North Korean security personnel have recently begun forcing residents of the China-North Korea border region to sign written oaths pledging never to use foreign-made mobile phones.

A Daily NK source in North Hamgyong Province said the local branch of the Ministry of State Security in Hoeryong has been forcing locals to sign written oaths not to use Chinese-made mobile phones since the middle of last month.

“The head of the neighborhood watch unit and the security agent in charge have been going around together collecting signatures from locals,” he said. 

According to the source, the written oath includes not only the pledge not to use Chinese-made mobile phones, but also a promise to promptly alert relevant security organizations when they discover somebody using a Chinese-made phone, along with a warning that violators face criminal punishments.

The oath warned that “we cannot protect our lives, the socialist system that is our livelihood and the fate of our children if we leave alone those who, blinded by a few coins, sell our internal secrets.”

“Citizens in the border region must come together as one in the struggle against users of Chinese-made mobile phones and prevent impure elements from emerging in our midst,” it said.

North Korea has waged a war to eradicate users of illegal foreign-made mobile phones in the border region since the start of the COVID-19 pandemic.

The authorities have branded people caught up in the crackdown as spies, sending them to detention facilities and even exiling their family members to rural areas.

However, residents of border regions continue to use foriegn-made mobile phones despite the intensive crackdowns and controls. Faced with this situation, the authorities now appear to be pressuring people to submit to written pledges.

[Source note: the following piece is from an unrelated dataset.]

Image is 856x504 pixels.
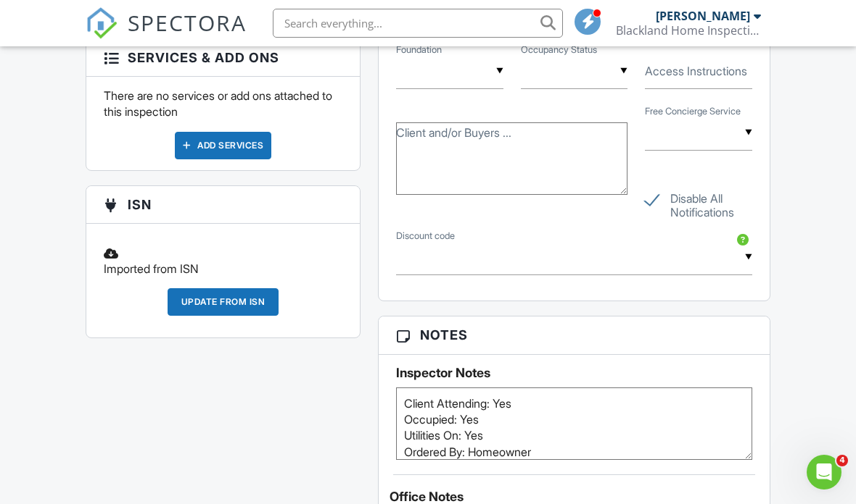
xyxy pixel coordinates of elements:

In fact, local authorities called a meeting of one neighborhood watch unit in Hoeyong’s Mangyang-dong district on Aug. 19, with a local security officer and a provincial security guidance officer present. Officials at the meeting explained the written oaths and obtained signatures from local residents.

The local security officer stated that “the time to educate you through words has passed,” the source said, adding that he warned the meeting attendees that they face “criminal punishments if they use Chinese mobile phones or fail to report unusual behavior they’ve seen.”

For residents of the border region who make their living through smuggling and dealing with the outside world, the order to stop using Chinese-made mobile phones amounts to “telling them to starve to death,” the source claimed. 

“They [local residents] doubt that getting people to sign written pledges like this is an effective tactic given that people are suffering economic difficulties,” he added.